Scott Earwood
Director of Community Solutions

The Current Climate: Bankers Are in, Lenders Are Out
I hear the same story from bankers around the country.  When asked if their bank sees itself as transactional or relationship oriented, they’ll reply, “We say we’re a relationship bank, but too many times we end up with single service clients.” This is a problem because a bank with a high percentage of single-service clients is inherently not a relationship bank.

Banking in 2024 requires a different, more comprehensive approach to relationship building than what has worked for the last 15 years. Gone are the days when a bank could make money by piling up loans and funding them with cheap deposits.  In today’s rate environment, margins have been compressed industrywide. On the horizon are potential charge-offs, shrinking deposit balances, and dwindling consumer stockpiles of cash.

To adapt and survive in this environment, bankers must become bankers again. That means viewing relationships holistically, which includes understanding that today’s customers are just as interested in their deposits as their loans.
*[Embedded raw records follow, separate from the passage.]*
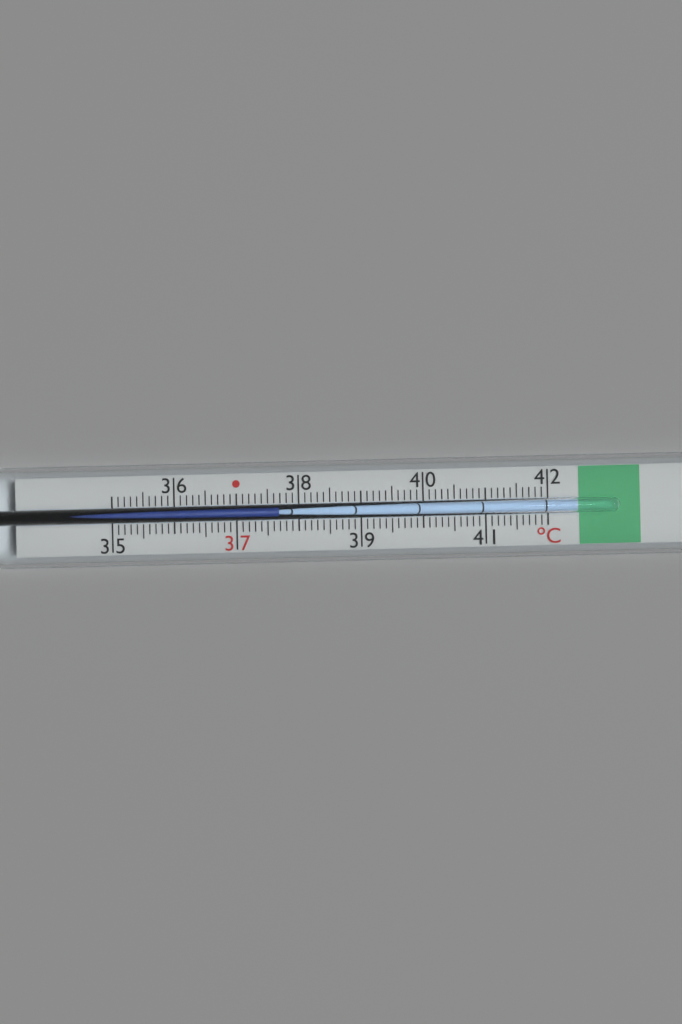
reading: 37.7 °C
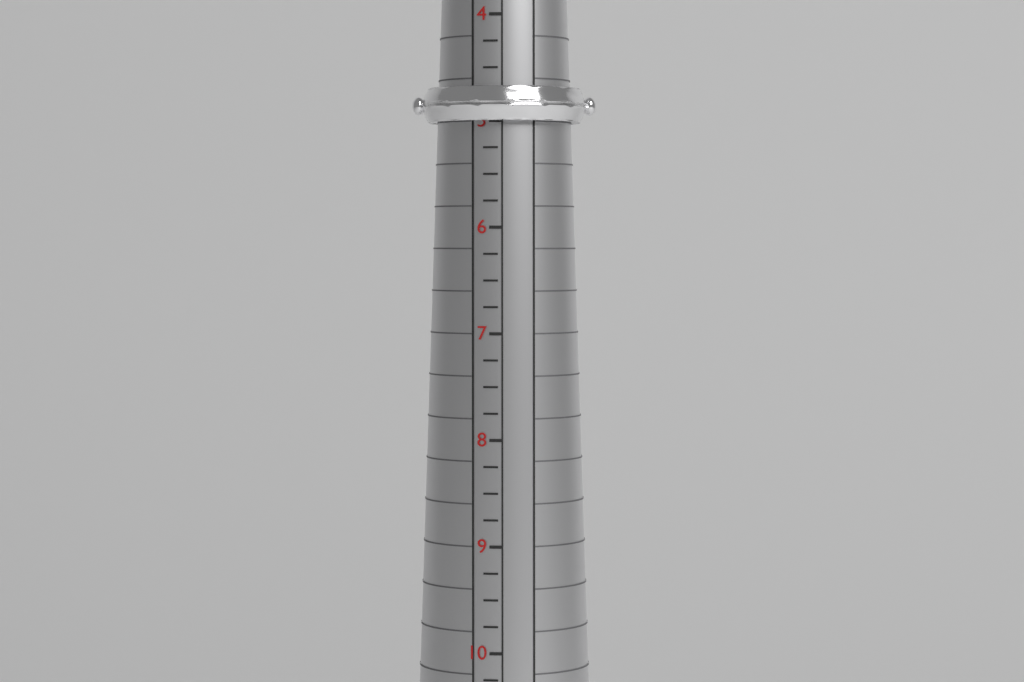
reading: 5.00 (no unit)
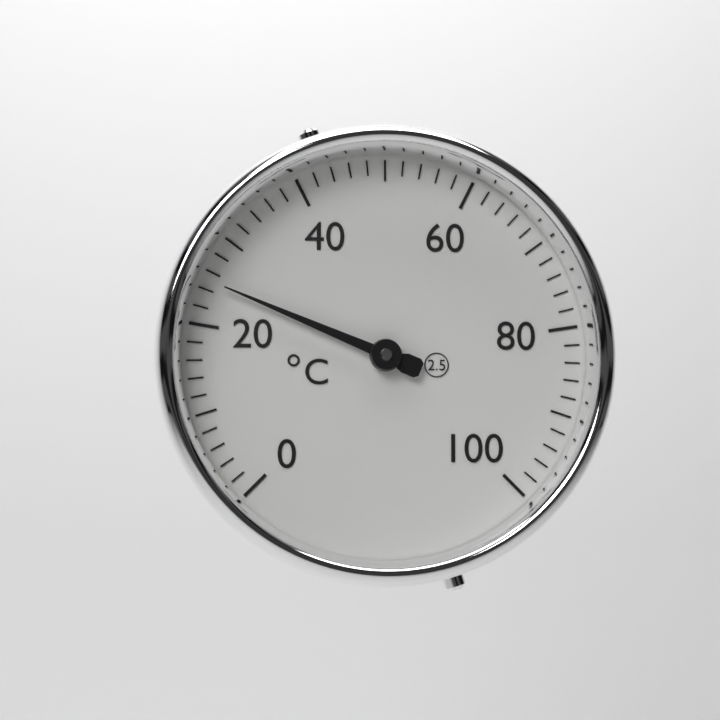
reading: 25 °C
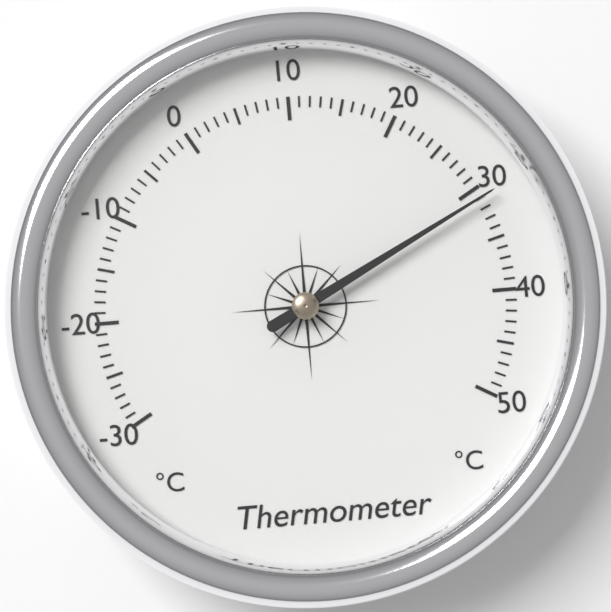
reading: 31 °C
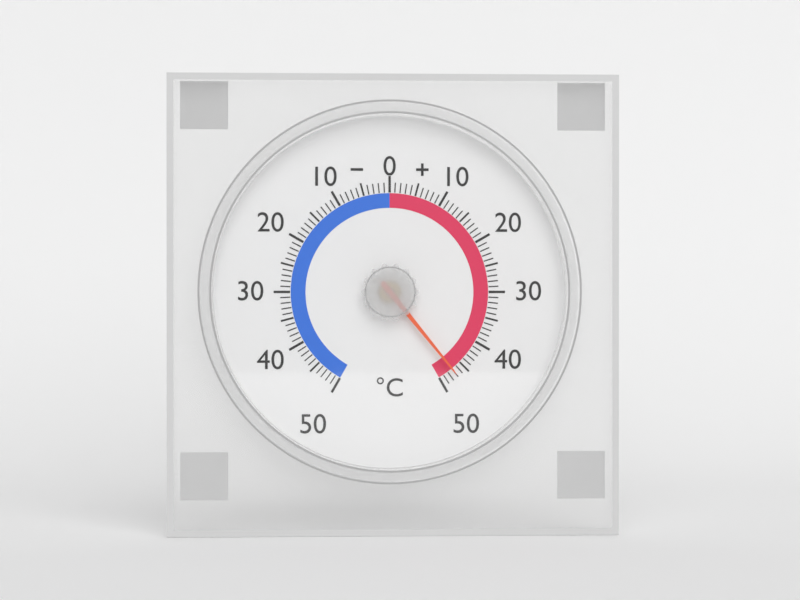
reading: 47 °C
Why Relationship Banking is Better
Full and optimized relationships drive the profitability of any bank. Data collected from our client base shows that 15% of the average bank’s consumer relationships are responsible for 75% of its deposits and 50% of revenue. It also shows that a business relationship that includes treasury management and the primary operating account generates about three times the return on capital of a loan-only relationship.
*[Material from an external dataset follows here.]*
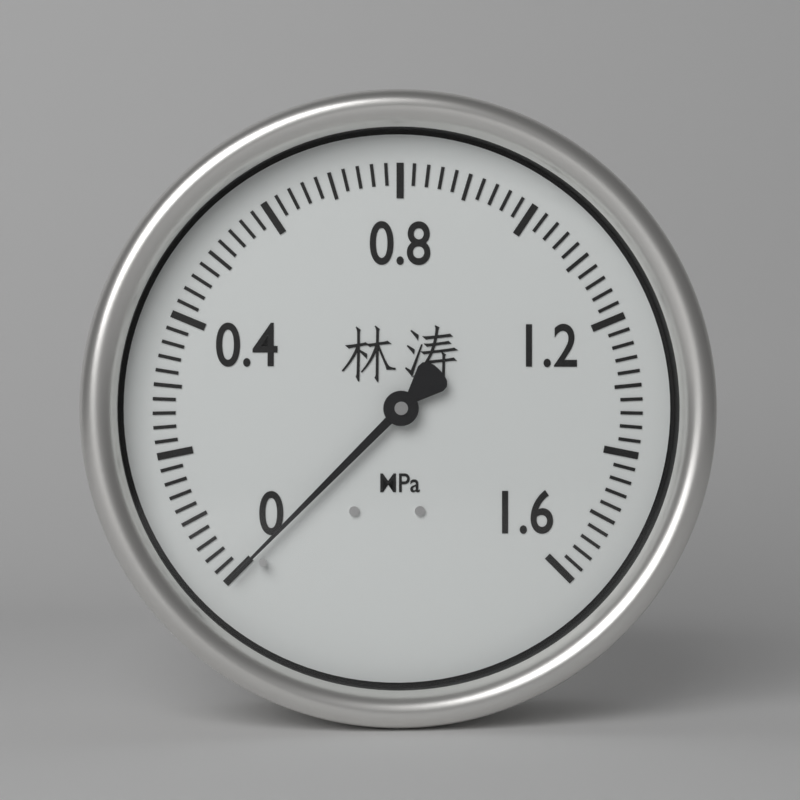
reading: 0.00 MPa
Is your bank committed to getting the most out of its relationships? Ask yourself the following questions:

  • Does detailed knowledge of customer relationships exist outside of your bankers’ heads?
  • Does the bank know the profitability of individual customer relationships?
  • Does each banker have the tools and information needed to serve and optimize their own customer relationships?

If your bank is truly committed to relationship banking, the answers to those three questions should be ‘yes.’

Why Full Relationships Matter to Your Customers
Whether it’s a complex commercial client with multiple tax entities or a married couple with a few accounts, when clients interact with your bank’s frontline employees, they are usually thinking about their entire banking relationship. Can your employees say the same?

Complex client needs and siloed bank product data often make it difficult to compile an at-a-glance view of relationships. Breaking down those silos and presenting the scope of the entire relationship to team members can help ensure that customer needs are understood and met.

Why Full Relationships Matter to Your Bank
Many institutions think of themselves as relationship banks, but their customer and account data tell a different story.

When asked to list their 10 best clients, for example, bankers will typically list their largest clients or the people they see most often. Line up those lists against relationship profitability metrics and those bankers typically are missing three or four of the top 10 because they lack critical information about the relationship.

Bankers who have access to account- and relationship-level profitability information can protect their winners, improve their mid-tier relationships and get more from less-profitable customers.

Equipping Your Team
While goals and strategies are set by leadership, relationships are built by bankers and branch employees whose success depends, in part, on how well they understand the current state and the potential value of individual relationships. Giving those employees ready access to easily digested insights into those relationships and arming them with incentives and tools to help improve pricing and profitability can make those relationships stronger and more productive.

Conclusion
In 2024, the narrow path to growth runs through optimized relationships. Banks need to know which relationships are winning for them and which ones are losing. By combining traditional fundamentals and modern data technology, bank leaders can protect and deepen the relationships that contribute most to the health and profitability of their banks and transform their bankers into trusted advisors rather than order takers.

WRITTEN BY

Scott Earwood

Director of Community Solutions

Scott Earwood is the director of community solutions for White Clay, and he is responsible for the community bank and credit union division.  Mr. Earwood spent the last 11 years at White Clay providing bankers with software tools and data intelligence to ensure return on liquidity and capital in each customer relationship.

 

Mr. Earwood spent the first 10 years of his career working for both national and community financial institutions in the retail, business banking and mortgage lines of business.  After banking, he started several businesses including a venture capital-backed start-up.